You might think that this means that Hezbollah was responsible for the cache of ammonium nitrate in the port of Beirut, and they were stockpiling it there with plans to use it in an attack on Israel. But both of those are false.
Ammonium nitrate is a readily available fertilizer, and explosive. (A ton might be used to fertilize about 12 acres of corn.) As such, it's widely used in truck bombs, including the one used by Timothy McVeigh.
The article points out that Hezbollah-linked terrorists in London had stockpiled enough for a truck bomb (a few thousand pounds), as had another group in Germany.
The article also points out a Hezbollah leader's assertion that Israel's large stockpile of ammonium nitrate in Haifa was a huge vulnerability, and that it could be exploded by Hezbollah missiles - and that they have, so far, chosen not to target it.

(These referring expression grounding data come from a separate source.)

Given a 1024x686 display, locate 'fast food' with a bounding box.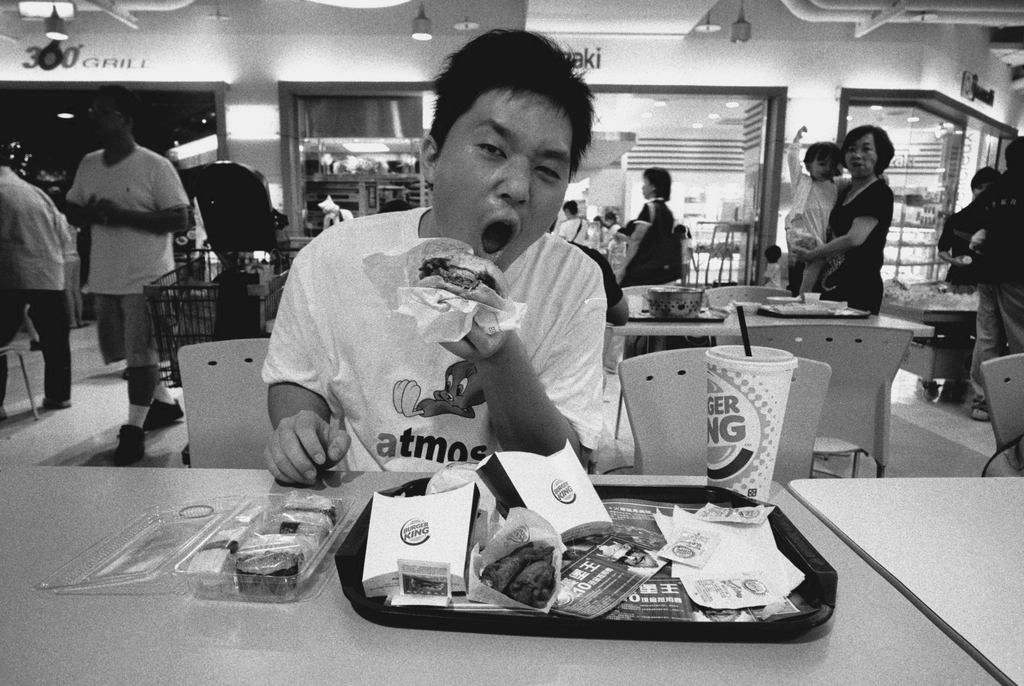
Located: 477 540 559 614.
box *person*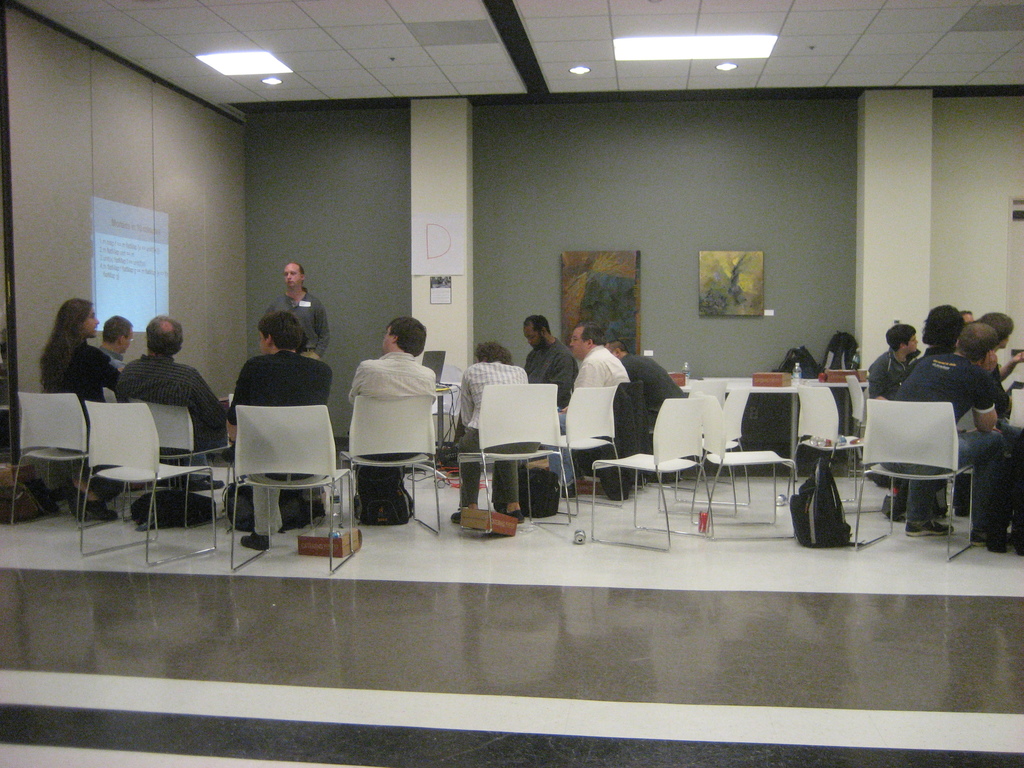
select_region(51, 303, 122, 406)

So, technically, the two claims are true. Hezbollah had, in the past, stored an amount of ammonium nitrate 1000x smaller than the Beirut stockpile...but no involvement is alleged with the Beirut supply. And Hezbollah had threatened to target an ammonium nitrate depot in Israel, but not to use the Beirut stockpile as a weapon. And the two not-technically-false statements are stitched together so that most people who just read the headline will jump to the wrong conclusion. And people are posting and sharing it, either aware or unaware of the intentional deception.
I won't do the author or publication the favor of linking to them, I'm sure you can find them if you want to look it up.